A breath heaved through the fallen man like a whistle through the branches of a stricken oak. Then these words: “I strike what devils I can, and mark the rest for later.”
Rowan groaned. “Well that’s comforting.”
Ivon grunted. “I cannot begrudge you, brother. Not truly.”
“Might I?” Rurik interjected.
Ignoring him, Ivon continued. “Any one of us should be named fools, were we to think that duty alone might hold us above a dagger to our child’s throat.” He bent to Isaak’s height, squatting with his hands on his knees, guileless. Isaak drew still as a tomb. “But likewise, I should doubt any of us might look that child in the eye again, were we to do what you design to.”
And Isaak, still very still, did not bear this in silence. A breath, scarcely shuddered, heaved up through his madman’s gait, and he did not look a single one of them in the eye as he said, from seemingly far away, “Then let that be the difference between brothers.” And he said no more, no matter how his elder goaded him.

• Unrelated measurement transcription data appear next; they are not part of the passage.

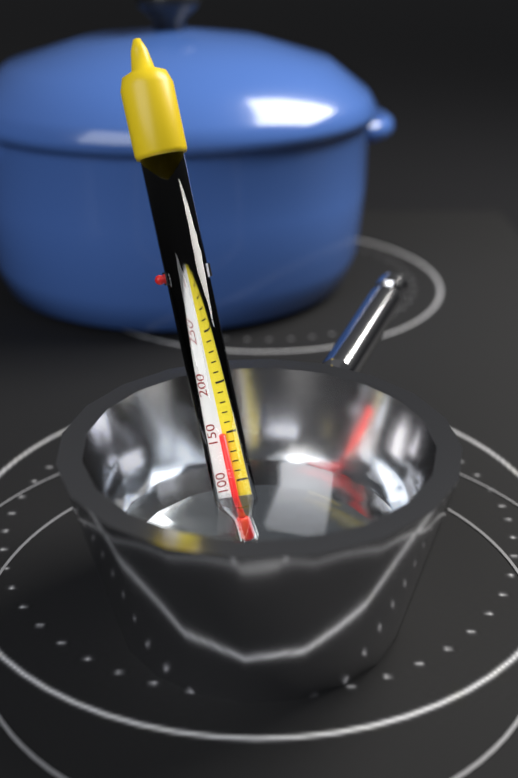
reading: 150 °F
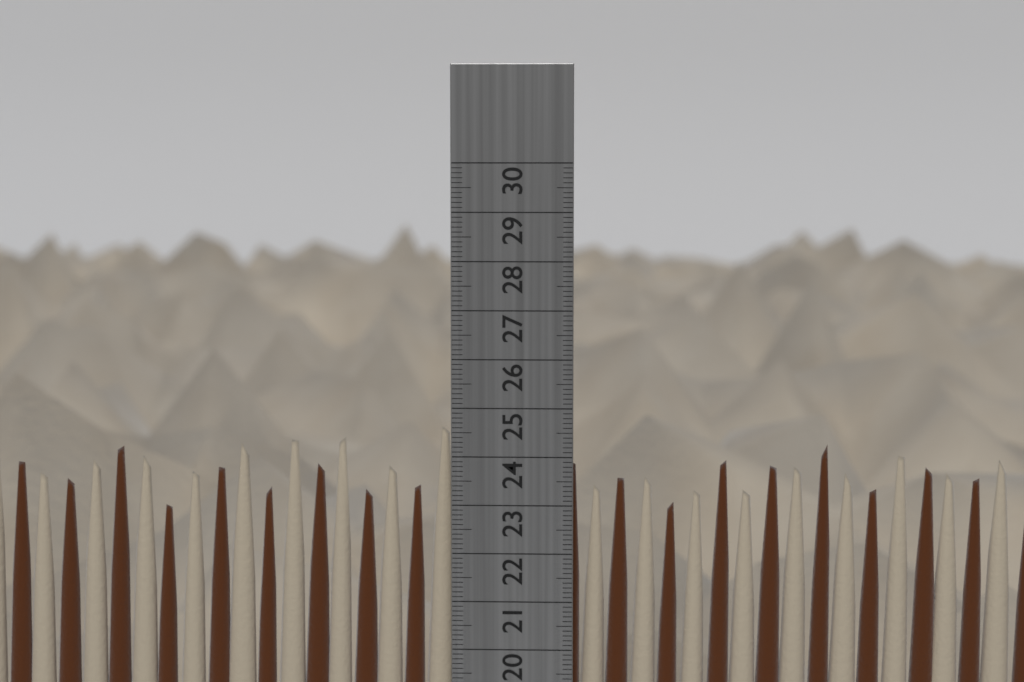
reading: 24.7 cm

Eventually, Ivon gave up on that avenue and addressed the rest. “Ensil, has there been any further sign?” he hallooed over their heads.
From the shadows: “No, lord. There is nothing, and if it follows, it is soft-foot indeed.”
Another grunt, before Ivon cocked a sidelong glance at the Company. “It’s the Zuti, isn’t it? The mud man’s still with you?”
To their credit, all three shrugged as if to give the same reply: that of having pleasantly no idea what he meant.
“Why stand up for him? You in particular, girl; I well know you’ve no love for the man. And it’s not like we’ll kill him.”
Essa sniggered. “Oh, Ivon
. It’s not love. It’s simply—if it were Chigenda, there wouldn’t be no tracks.”
He stiffened, looked as if he’d caught a whiff of someone’s soured fish, and seemed to consider that point. Then he dismissed it out of hand, ordering Roswitte into the woods with two men of her choice, to continue to search. “No man,” he declared, “knows the forest better.” With that praise, she called in turn to her selections, bowed low, and returned to the trees without the slightest hesitation. They left their steeds behind.
Ivon looked to Rurik as though he had something more to say, but a bellow from the Ensil he had beckoned before drew him off before he could act. In so doing, the Company was left mostly—barring two rather broad-shouldered men-at-arms—to its own devices. Rurik took the opportunity to scoot the small distance between himself and his companions.
“What happened?” he asked, as soon as he was close.
“You blew yourself up,” Essa offered at a deadpan.
Rurik clicked his tongue, rolled his eyes to her cousin. “Chigenda? Alviss…?”
“They buried Alviss,” Rowan murmured. “Kindly. We actually haven’t gone too far.”
“Obviously Chigenda’s still gone. These idiots saw some tracks and think they’ll run him down.” Essa snorted. “If that one couldn’t drag him out, these certainly won’t. Personally, I think it’s either more Gorjes, or someone trailing them. I…I don’t think Chigenda’s coming back.” That admission, he noted, seemed to leave her hollower than he should have expected.
Nonetheless this was overshadowed by the greater pall of failure. He shrank from it, as he had too often in the past. Shrank so far and so small as to become little more than another speck of ash on the wind, because he had not yet had the time to come to terms with a death that meant every bit as much to him as the loss of a limb. For Alviss was surely that. To call him friend did not do him justice. To call him protector encompassed nothing. The man had seen more of him than his father in his days at home. Had never once abandoned him on the road. He understood more deeply the wiles and insecurities of his soul than the most knowledgeable brother.